Originally posted by sonhouse
I think the deal now is not the observer but the measurement of a phenomena that interacts with the target. Don't forget, the idea that the quantum phenomena associated with an observer effects is only true now because there is at least one planet in the universe with observers. Right when stars were first forming and before that, there was an extremely hig ...[text shortened]... ped up, the universe didn't just snap to attention and change its ways just in response to us.
Yes, I get that the universe isn't that which changed -- it is we who change. The story concerned the usual physics gadget gone wrong -- it explodes and our hero is put into what appears in our continuum to be a 24-day coma. but he awakes and eventually tells us what, subjectively, occurred from his point of view. His consciousness was transported or transposed with an alternative history in which WW II never happened. So, our hero lived a different life and most things while very similar were also quite noticeably different -- friends who were wounded in the war he meets are not missing the fingers they lost, etc. And, of course, he meets the perfect woman, to whom he is married in this alternative life. When he wakes from the coma back in the main thread of his life, he is distraught and sets out to find that woman, whom he insists must exist also in his own continuum.

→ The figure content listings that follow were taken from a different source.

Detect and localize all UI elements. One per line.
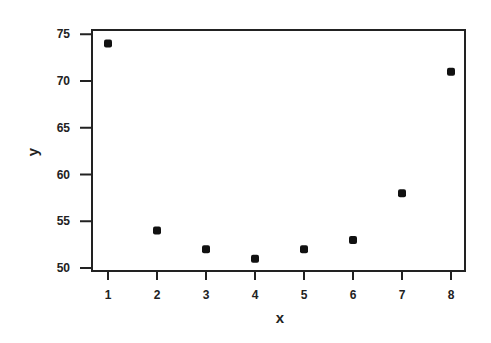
x-tick-label: 4 [252,288,259,302]
x-tick-label: 1 [105,288,112,302]
y-axis-title: y [24,147,41,156]
x-tick-label: 2 [154,288,161,302]
data-point [153,227,161,235]
x-axis: 12345678 [105,271,455,302]
x-axis-title: x [276,309,285,326]
x-tick-label: 6 [350,288,357,302]
y-axis: 505560657075 [57,27,92,275]
y-tick-label: 70 [57,74,71,88]
y-tick-label: 50 [57,261,71,275]
data-point [104,40,112,48]
x-tick-label: 3 [203,288,210,302]
scatter-plot: 505560657075 12345678 x y [0,0,491,343]
data-point [398,189,406,197]
x-tick-label: 8 [448,288,455,302]
data-point [349,236,357,244]
plot-frame [92,30,465,271]
data-point [251,255,259,263]
data-point [300,245,308,253]
data-point [447,68,455,76]
y-tick-label: 55 [57,214,71,228]
y-tick-label: 65 [57,121,71,135]
y-tick-label: 75 [57,27,71,41]
data-point [202,245,210,253]
data-points [104,40,455,263]
y-tick-label: 60 [57,168,71,182]
x-tick-label: 5 [301,288,308,302]
x-tick-label: 7 [399,288,406,302]
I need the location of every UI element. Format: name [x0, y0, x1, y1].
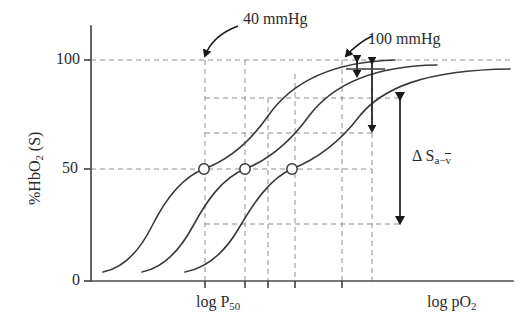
reference-grid — [91, 60, 512, 281]
y-tick-marks — [84, 60, 91, 281]
p50-marker-1 — [199, 164, 209, 174]
leader-arrow-40mmHg — [205, 26, 238, 56]
y-tick-label-0: 0 — [72, 271, 80, 289]
y-axis-label: %HbO2 (S) — [26, 132, 45, 205]
delta-symbol: Δ — [412, 147, 422, 164]
figure-container: 100 50 0 %HbO2 (S) log P50 log pO2 40 mm… — [0, 0, 525, 331]
annotation-100mmHg: 100 mmHg — [368, 30, 440, 48]
y-axis-label-prefix: %HbO — [26, 161, 43, 205]
x-axis-label-sub: 2 — [471, 300, 476, 312]
y-axis-label-suffix: (S) — [26, 132, 43, 156]
annotation-delta-sa-v: Δ Sa−v — [412, 147, 451, 166]
y-tick-label-100: 100 — [56, 50, 80, 68]
x-axis-label: log pO2 — [427, 293, 476, 312]
x-axis-label-main: log pO — [427, 293, 471, 310]
p50-marker-3 — [287, 164, 297, 174]
y-axis-label-sub: 2 — [33, 155, 45, 160]
x-p50-main: log P — [196, 293, 229, 310]
curve-right-shifted-100mmHg — [185, 69, 510, 272]
delta-subscript: a−v — [434, 154, 450, 166]
y-tick-label-50: 50 — [62, 159, 78, 177]
annotation-40mmHg: 40 mmHg — [243, 10, 307, 28]
delta-sub-v-bar: v — [445, 154, 450, 166]
x-p50-label: log P50 — [196, 293, 240, 312]
x-tick-marks — [205, 281, 342, 288]
p50-marker-2 — [240, 164, 250, 174]
x-p50-sub: 50 — [229, 300, 240, 312]
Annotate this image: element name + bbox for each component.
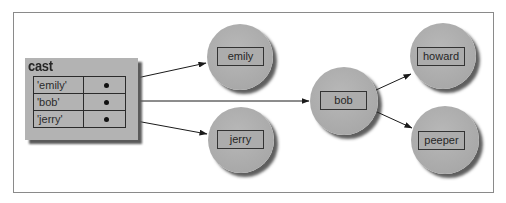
cast-row: 'jerry' — [34, 111, 126, 128]
node-howard-label: howard — [417, 47, 465, 66]
node-emily-label: emily — [217, 47, 264, 66]
node-jerry-label: jerry — [217, 130, 264, 149]
cast-value — [83, 77, 125, 94]
pointer-dot-icon — [104, 83, 109, 88]
arrow-howard — [376, 74, 411, 90]
cast-value — [83, 94, 125, 111]
cast-dictionary: cast 'emily' 'bob' 'jerry' — [25, 58, 138, 140]
node-bob-label: bob — [320, 91, 367, 110]
node-peeper-label: peeper — [418, 131, 465, 150]
cast-key: 'emily' — [34, 77, 84, 94]
cast-title: cast — [28, 58, 53, 74]
cast-value — [83, 111, 125, 128]
pointer-dot-icon — [104, 117, 109, 122]
cast-table: 'emily' 'bob' 'jerry' — [33, 76, 126, 128]
pointer-dot-icon — [104, 100, 109, 105]
cast-row: 'emily' — [34, 77, 126, 94]
arrow-peeper — [377, 112, 412, 128]
diagram-canvas: cast 'emily' 'bob' 'jerry' emily jerry b… — [0, 0, 506, 203]
cast-key: 'jerry' — [34, 111, 84, 128]
cast-key: 'bob' — [34, 94, 84, 111]
cast-row: 'bob' — [34, 94, 126, 111]
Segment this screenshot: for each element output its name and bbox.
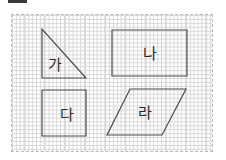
shape-label-da: 다 (60, 108, 74, 123)
crop-artifact-bar (8, 0, 27, 3)
shape-label-na: 나 (143, 47, 157, 62)
shape-label-ra: 라 (138, 106, 152, 121)
grid-worksheet-area (11, 14, 213, 152)
worksheet-screenshot: 가 나 다 라 (0, 0, 226, 160)
shape-label-ga: 가 (48, 58, 62, 73)
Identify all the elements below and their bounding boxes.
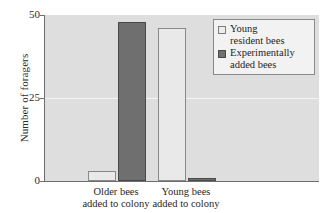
- x-axis-group-label-young-bees: Young bees added to colony: [131, 186, 241, 210]
- bar-group-1-series-0: [158, 28, 186, 181]
- legend-swatch-icon-dark: [218, 50, 226, 58]
- y-tick-label-25: 25: [18, 91, 40, 103]
- legend-item-experimentally-added-bees: Experimentally added bees: [218, 47, 309, 70]
- y-tick-label-0: 0: [18, 174, 40, 186]
- legend-swatch-icon-light: [218, 26, 226, 34]
- bar-chart-figure: Number of foragers 50 25 0 Young residen…: [0, 0, 334, 213]
- bar-group-0-series-1: [118, 22, 146, 181]
- legend-label-young-resident-bees: Young resident bees: [230, 23, 285, 46]
- legend: Young resident bees Experimentally added…: [213, 19, 315, 75]
- bar-group-0-series-0: [88, 171, 116, 181]
- plot-area: Young resident bees Experimentally added…: [44, 15, 319, 182]
- bar-group-1-series-1: [188, 178, 216, 181]
- y-axis-ticks: 50 25 0: [14, 0, 40, 213]
- legend-item-young-resident-bees: Young resident bees: [218, 23, 309, 46]
- y-tick-label-50: 50: [18, 8, 40, 20]
- legend-label-experimentally-added-bees: Experimentally added bees: [230, 47, 295, 70]
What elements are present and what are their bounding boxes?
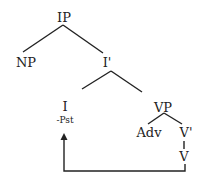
node-i: I (62, 100, 67, 113)
node-np: NP (16, 56, 36, 69)
node-vp: VP (154, 101, 172, 114)
syntax-tree-diagram: IP NP I' I -Pst VP Adv V' V (0, 0, 203, 183)
node-adv: Adv (136, 126, 161, 139)
node-v: V (179, 150, 188, 163)
node-i-bar: I' (103, 56, 112, 69)
branch-ip-np (23, 25, 63, 52)
branch-ibar-i (82, 71, 111, 89)
node-i-feature: -Pst (56, 116, 73, 125)
tree-branches (0, 0, 203, 183)
movement-arrow-line (64, 137, 185, 171)
arrowhead-icon (61, 133, 68, 140)
branch-ip-ibar (63, 25, 103, 53)
branch-ibar-vp (111, 71, 142, 92)
node-v-bar: V' (180, 126, 193, 139)
node-ip: IP (57, 11, 71, 24)
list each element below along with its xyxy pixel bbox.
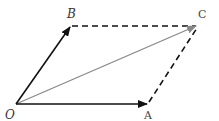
point-label-c: C	[198, 8, 206, 21]
parallelogram-diagram: B C O A	[0, 0, 219, 121]
point-label-o: O	[5, 108, 15, 121]
point-label-a: A	[143, 109, 153, 121]
point-label-b: B	[66, 7, 76, 21]
dashed-edge-ac	[149, 28, 197, 102]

The story is well done, but dated -- not too many folks today would find it styled for their taste. But the SF aspect of the story prompted my question -- the author, John Wyndham, who died in 1969, posited that among all the infinite quantum universes that diverge from a single "atom of time," enough of one continuum would also exist in most if not all others, even if quite clearly altered.
So in this story, I doubt there is a "target." He wasn't suggesting Heisenberg's idea that the observer changes the universe, he was saying the universe one observes may be different depending on where you happen to be in relation to it in four-dimensional space-time. At least that's what I think he meant.